We would be ecstatic to merely have the truth; it is the bare minimum to which any audience is entitled. If only this hack director would absorb the tiniest bit of integrity from secretions of his star's prominent phallus, and say what really happened.

Dick Cheney is the senior contributor to This Recording.

"Beating Me Up" - Rachel Platten (mp3)

"Fight Song" - Rachel Platten (mp3)


Thursday
Aug202015

In Which We Cried Uncle Almost Continuously Throughout

The Robot From Ex-Machina

by ALEX CARNEVALE

The Man From U.N.C.L.E.
dir. Guy Ritchie
121 minutes

The Man From U.N.C.L.E. is a lot more interesting if you imagine that Gabby (Alicia Vikander) is a corpse. Then Guy Ritchie's revival of an equally horrid television series would start to take on a genre-bending Weekend at Bernie's-esque feel. This state of affairs is accentuated by the fact that Vikander barely ever smiles in The Man From U.N.C.L.E, or speaks louder than a whisper. In that way, The Man From U.N.C.L.E. can be thought of as a spiritual sequel to Alex Garland's Ex-Machina.

It turns out that Vikander is a spy for the British, which incidentally also happened in the latest Mission: Impossible. The British employ lots of women as spies — otherwise they would just waste away with nothing in particular to do like Bridget Jones or Margaret Thatcher.

Hugh Grant looks like a totem pole. He doesn't appear until an hour into The Man From U.N.C.L.E., and it comes as a considerable relief since the accents of an imposingly sexual Henry Cavill and a completely bland Arnie Hammer are quite difficult to understand. (The two leads violate a major principle of casting which is that no heroes should look alike.)
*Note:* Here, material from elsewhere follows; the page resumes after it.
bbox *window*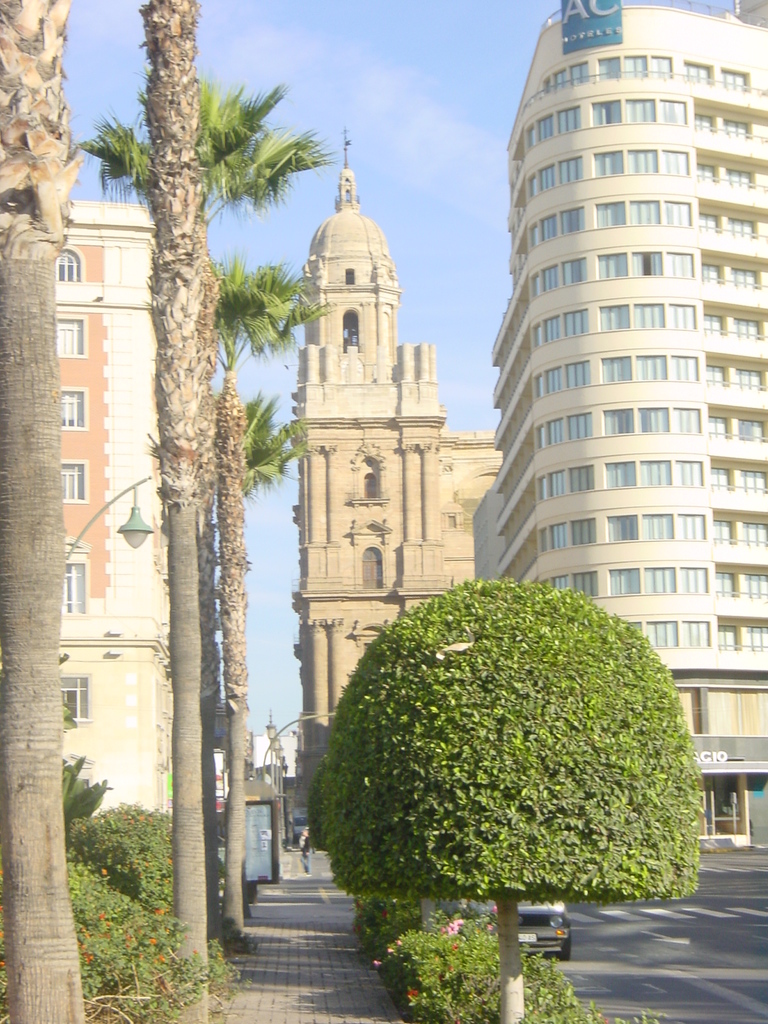
639,457,671,488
Grant's major virtue is that he is easy to fathom. The only person who did not understand exactly who he was is Elizabeth Hurley, and that was chiefly because of her own vanity. Even though Cavill and Hammer's characters are supposed to be deft spies, they have no idea what is happening in this turgid plot either. Even when Cavill is tasked with killing Hammer, The Man From U.N.C.L.E. doesn't become entertaining.
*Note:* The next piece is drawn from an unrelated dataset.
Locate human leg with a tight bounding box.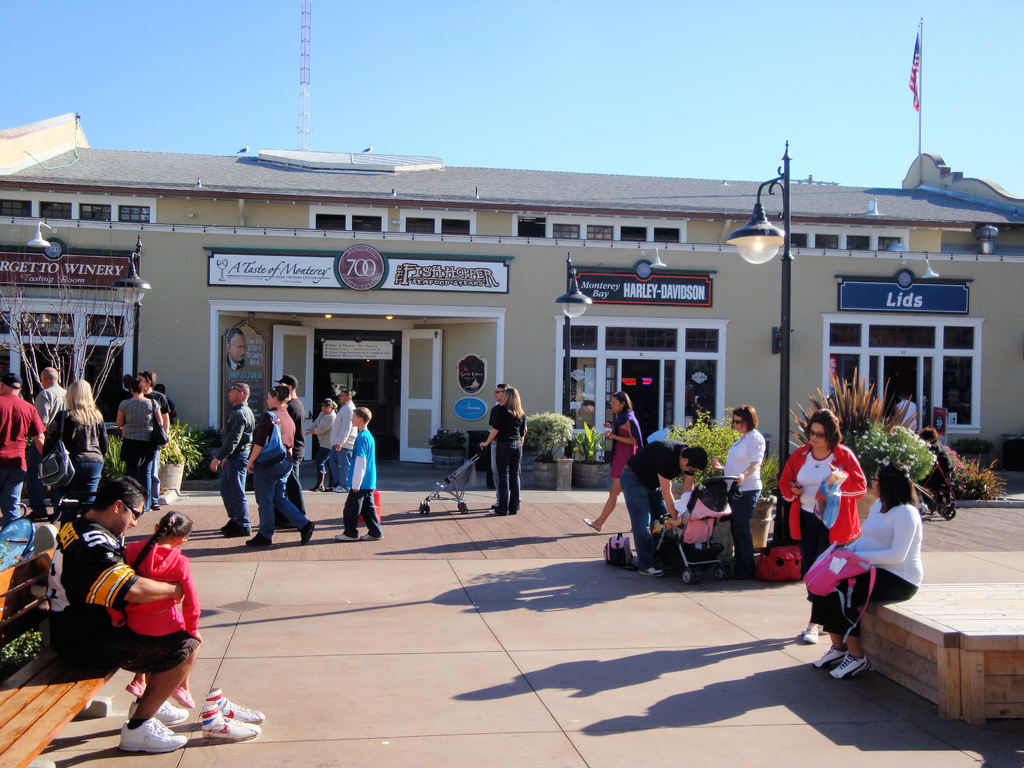
{"x1": 124, "y1": 444, "x2": 164, "y2": 508}.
Hammer's Ilya Kuryakin gets the poor end of the stick by far. Vikander seems extremely disgusted to be involved in a romantic plotline with him, especially when he creepily strokes her leg. Plus, next to the immense work of art that is Henry Cavill, he looks like the shrimp in a bodybuilding ad. Foreign accents have never been Ritchie's strong suit — I still don't understand half the dialogue in Snatch — and Hammer's Russian brogue is all over the map. All this could be forgiven if The Man From U.N.C.L.E. looked good, but it does not.
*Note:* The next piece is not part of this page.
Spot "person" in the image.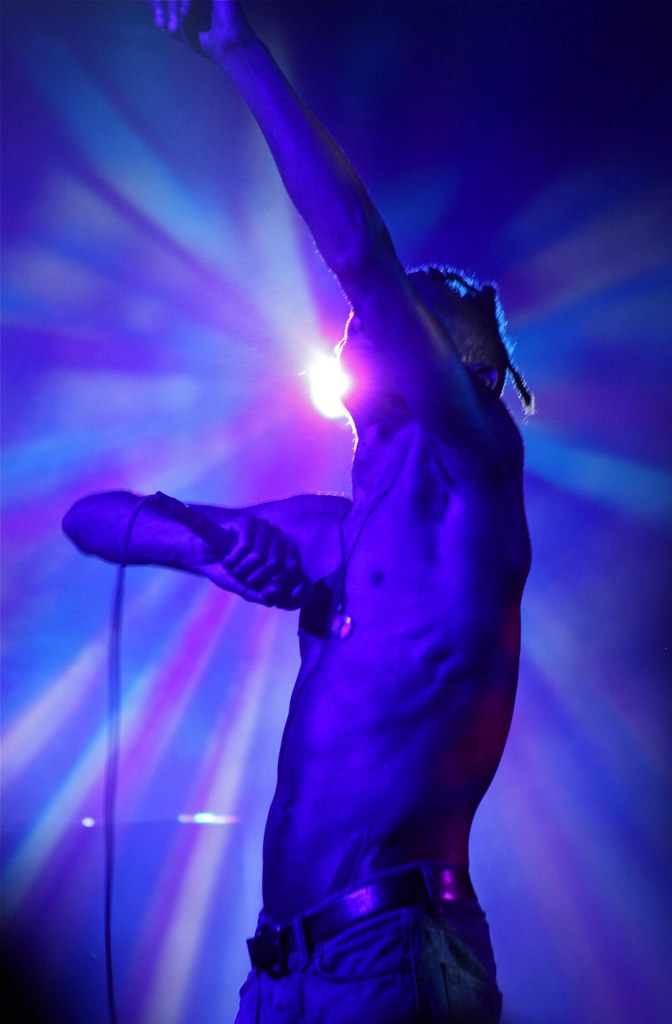
"person" found at <box>65,20,572,1023</box>.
Style should be the cornerstone of any fan service, and yet none of the people in The Man From U.N.C.L.E. have it. Their suits are shades of brown and black arranged too closely together; Vikander at different times resembles a puffin fish or an owl. No one comes across stylishly, not even the villain (Elizabeth Debicki). Possibly if Ritchie was still married to Madonna, she might have advised him of the general weakness in this aesthetic:

It emerges that the agents involved in The Man From U.N.C.L.E. are fighting some kind of post-Nazi plot. This twist sets a record, making the Third Reich far and away the most cinematic mass movement ever created. The Reich is supposed to possess a defective personal style, but in contrast to their slipshod pursuers, they have never come across more sympathetically. As menacingly dull as the plot of The Man From U.N.C.L.E. is, it was substantially better than the last Superman feature.

Alex Carnevale is the editor of This Recording.